I always got the impression that Vulcan society operated similar to traditional Japanese or other societies where couples were “arranged” by families. Not sure about the one off cases though so maybe there is some kind of sex industry given the physiological toll if it’s not addressed in time
It does seem to be primarily on an arranged marriage system, but there are plenty of exceptions. Pairings that don’t come together for some reason, partners that die either due to age or accident, etc.
As I recall on Voyager with a little coaxing Tuvok was able to use the holodeck to get “relief” so I’d imagine the same goes for most vulcans who might be on long away missions
I’m not sure that it is. Voyager likely only went with the holodeck solution because they were stranded in the delta quadrant, and no other alternatives were available.
Within the Federation, a Vulcan who felt the Ponn Farr would take leave, like Spock tried to do, or couples would try to serve on the same ship/station together to minimise issues.

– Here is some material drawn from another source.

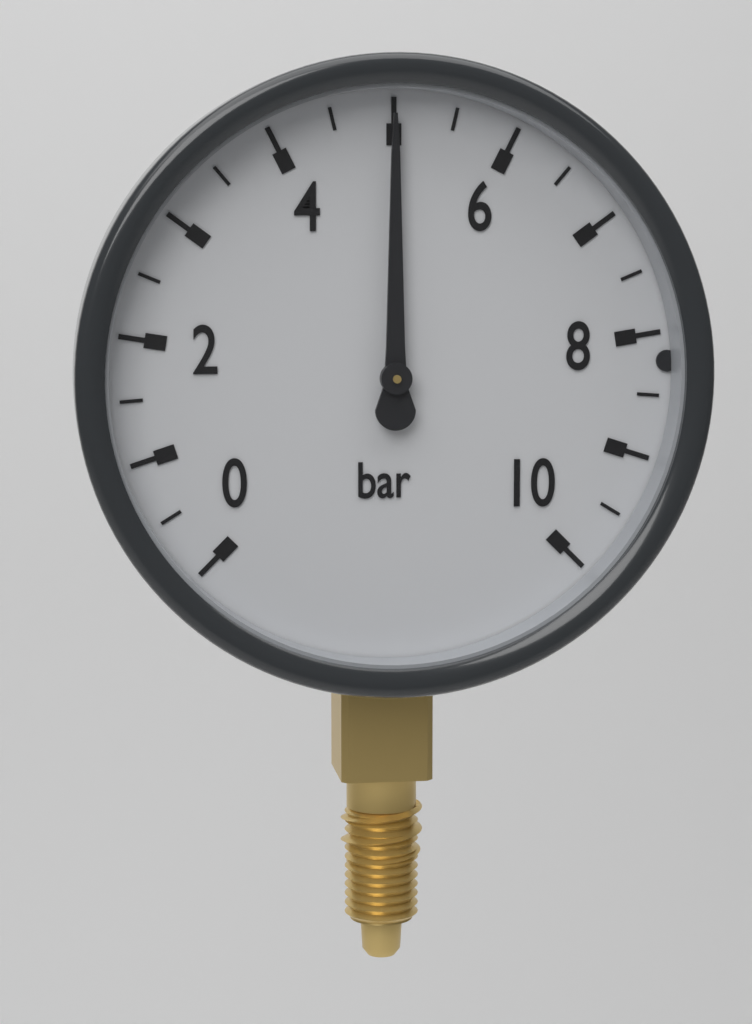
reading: 5.0 bar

T’Lyn thinks it may be the result of a temporal wake, while Boimler thinks this should be brought to the attention of the Department of Temporal Investigations.
But if it never existed at all…well, there’s literally nothing lost.
But from an objective, non-linear perspective, the USS Leif Ericson did exist, before it was erased. A temporal agent with a timeline map would be able to follow the ship across its own personal timeline, until the point where it abruptly ends because the timeline it is currently in caused it to be erased.
It’s similar to the Federation and billions of Borg lives existing and not existing in First Contact, or any of the myriad times the Federation was erased by time travel, and then restored.
Spock just rolls with time travel ever since he went back, pretended he was his distant cousin, and saved his childhood self from venomous space wolves or whatever that was.
I love this question. My first thought was not a book, but Béla Tarr’s The Turin Horse which depicts the repetitive life of a Hungarian farmer and his daughter. Each day is essentially the same, with similar but ever-changing frustrations, and no hope for change in sight. The audience really feels their frustrations, but the characters also appear to have fully accepted the situation. The title is a reference to the horse-whipping that allegedly drove Nietzsche insane.
Not quite an “epic” in the usual sense, but absolutely repetitive and a surrender to economic powers beyond one’s control.
I don’t know what the most similar novel to The Neverending Sacrifice might be, but I think the exact opposite is probably the 1970s novels satirizing the British Raj called The Flashman Papers. They are incredibly funny, highly offensive, beautiful assaults on the landed gentry, set during one of the most incompetent, badly failed military expeditions to Afghanistan in the history of badly failed military expeditions to Afghanistan–the British one.
No, not the American one with British help–the actual British one, from way back in the seventeenth century.
I feel like repetitive epic is like a Cardassian version of the dubious literary idea of The Hero’s Journey, adapted for the Cardassian heroic ideal of selfless sacrifice to the state. I think Garak would appreciate the “Rememberence of Earth’s Past” series (Three Body Problem) for the way that individual heroics take a backseat to the glory and survival of the state.
The First Fifteen Lives of Harry August. It tells the story of a man who lives his life over and over again. Very interesting story and while not exactly like Garak’s repetitive epic its definitely in the same vein.